Between 1915 and 1917, hundreds of people died on Krochmalna Street. Now a funeral procession passed our windows and now the ambulance taking the sick to the hospital. I saw women shake their fists at the sky and in their rage call God a murderer and a villain. I saw Chassidim at the Radzymin study house and in the other study houses grow swollen from malnutrition. At home we ate frozen potatoes that had a sweetish, nauseating taste. The Germans kept scoring victories, but those who foretold that the war wouldn’t last longer than six weeks had to admit their error. Millions of people had already perished, but Malthus’ God still hadn’t had enough.

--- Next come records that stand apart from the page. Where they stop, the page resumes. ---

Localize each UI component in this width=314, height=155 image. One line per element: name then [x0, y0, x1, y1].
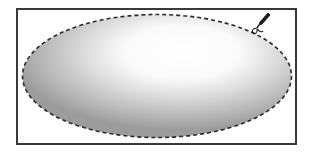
elliptical-selection[interactable] — [23, 15, 292, 138]
lasso-pen-cursor-icon — [252, 13, 270, 34]
canvas-stage[interactable] — [0, 0, 314, 155]
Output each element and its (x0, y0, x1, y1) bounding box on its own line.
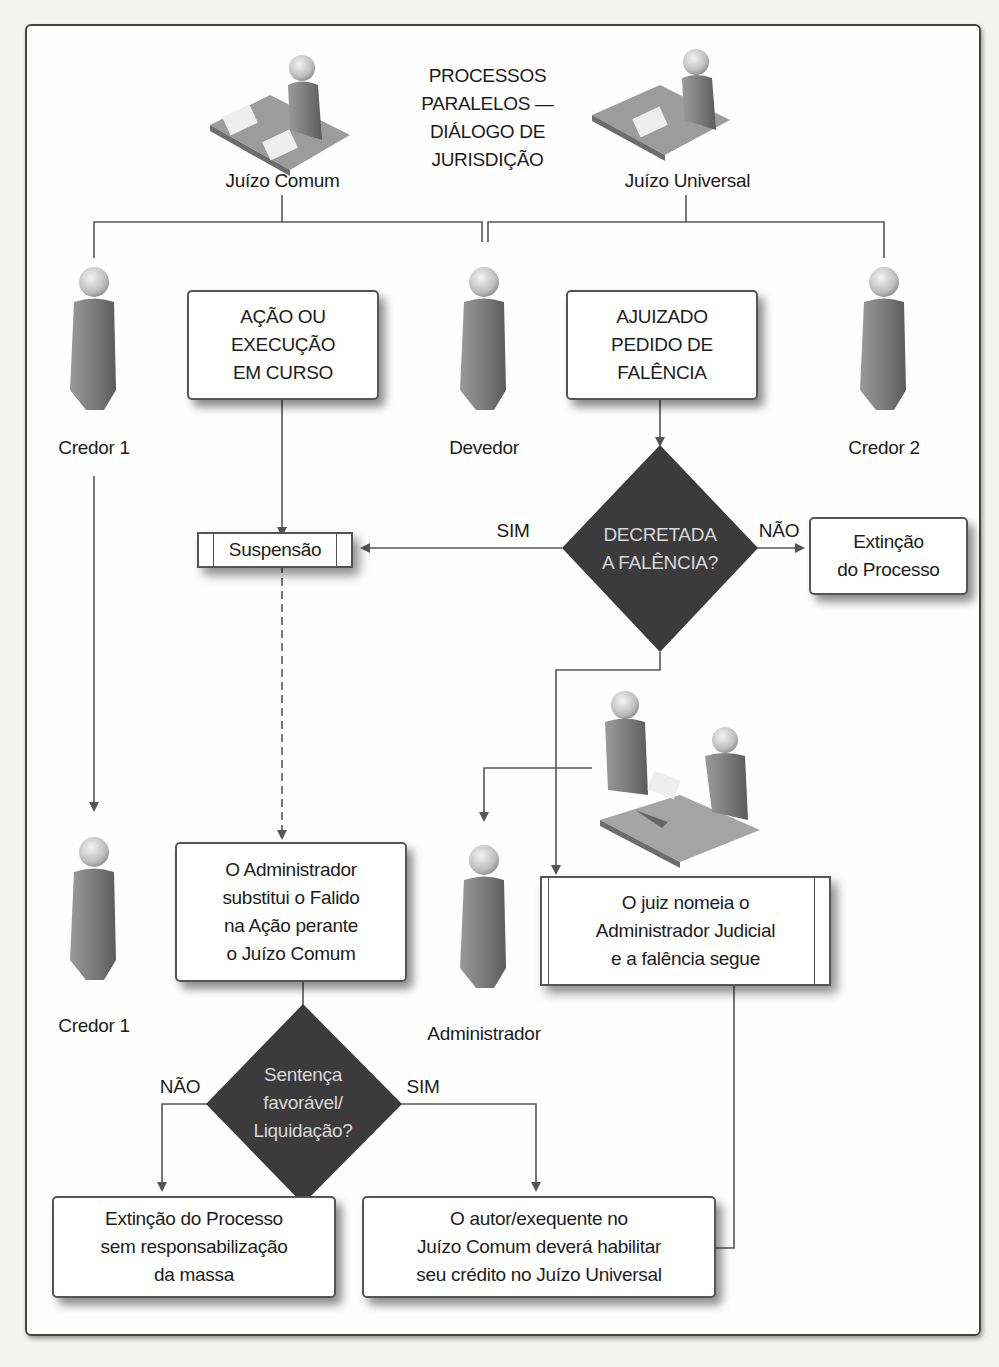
label-juizo-comum: Juízo Comum (200, 168, 365, 194)
decision-decretada-no: NÃO (754, 518, 804, 544)
label-devedor: Devedor (434, 435, 534, 461)
judge-at-desk-icon (210, 55, 350, 176)
label-credor-2: Credor 2 (834, 435, 934, 461)
decision-sentenca-no: NÃO (155, 1074, 205, 1100)
judge-at-desk-icon (592, 49, 730, 161)
box-suspensao: Suspensão (197, 532, 353, 568)
box-administrador-substitui: O Administrador substitui o Falido na Aç… (175, 842, 407, 982)
box-extincao-processo: Extinção do Processo (809, 517, 968, 595)
two-people-meeting-icon (600, 691, 760, 868)
decision-decretada-text: DECRETADA A FALÊNCIA? (590, 521, 730, 577)
label-credor-1-bottom: Credor 1 (44, 1013, 144, 1039)
diagram-title: PROCESSOS PARALELOS — DIÁLOGO DE JURISDI… (400, 62, 575, 174)
box-autor-habilitar: O autor/exequente no Juízo Comum deverá … (362, 1196, 716, 1298)
decision-sentenca-text: Sentença favorável/ Liquidação? (243, 1061, 363, 1145)
box-extincao-sem-responsabilizacao: Extinção do Processo sem responsabilizaç… (52, 1196, 336, 1298)
box-ajuizado-pedido: AJUIZADO PEDIDO DE FALÊNCIA (566, 290, 758, 400)
label-juizo-universal: Juízo Universal (600, 168, 775, 194)
box-juiz-nomeia: O juiz nomeia o Administrador Judicial e… (540, 876, 831, 986)
connector-lines (0, 0, 999, 1367)
box-acao-execucao: AÇÃO OU EXECUÇÃO EM CURSO (187, 290, 379, 400)
decision-decretada-yes: SIM (488, 518, 538, 544)
decision-sentenca-yes: SIM (398, 1074, 448, 1100)
label-administrador: Administrador (414, 1021, 554, 1047)
label-credor-1: Credor 1 (44, 435, 144, 461)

In the midst of all this, the Revolution broke out in Russia. The Tsar was overthrown, and the Jews in the Radzymin study house promptly began to say that this was an omen presaging the coming of the Messiah. The dead rotted, but new hopes were aroused in those still living. It was possible that this Revolution was an act of Providence, but the hunger and sicknesses in Warsaw grew steadily worse. Father became so dejected by the situation that he just about stopped paying attention to me, and I was free to read all the books I could get my hands on. Nor did I neglect to study the Gemara and the commentaries. I studied, read, and let my imagination soar. Since both the cabalists and the philosophers made everything up out of their heads, why couldn’t I ferret the truth out with my own brain? Maybe it was destined that I should uncover the truth of Creation? But all my ruminations came smack up against the exasperating enigma of eternity and infinity and against the even deeper mystery of suffering and cruelty.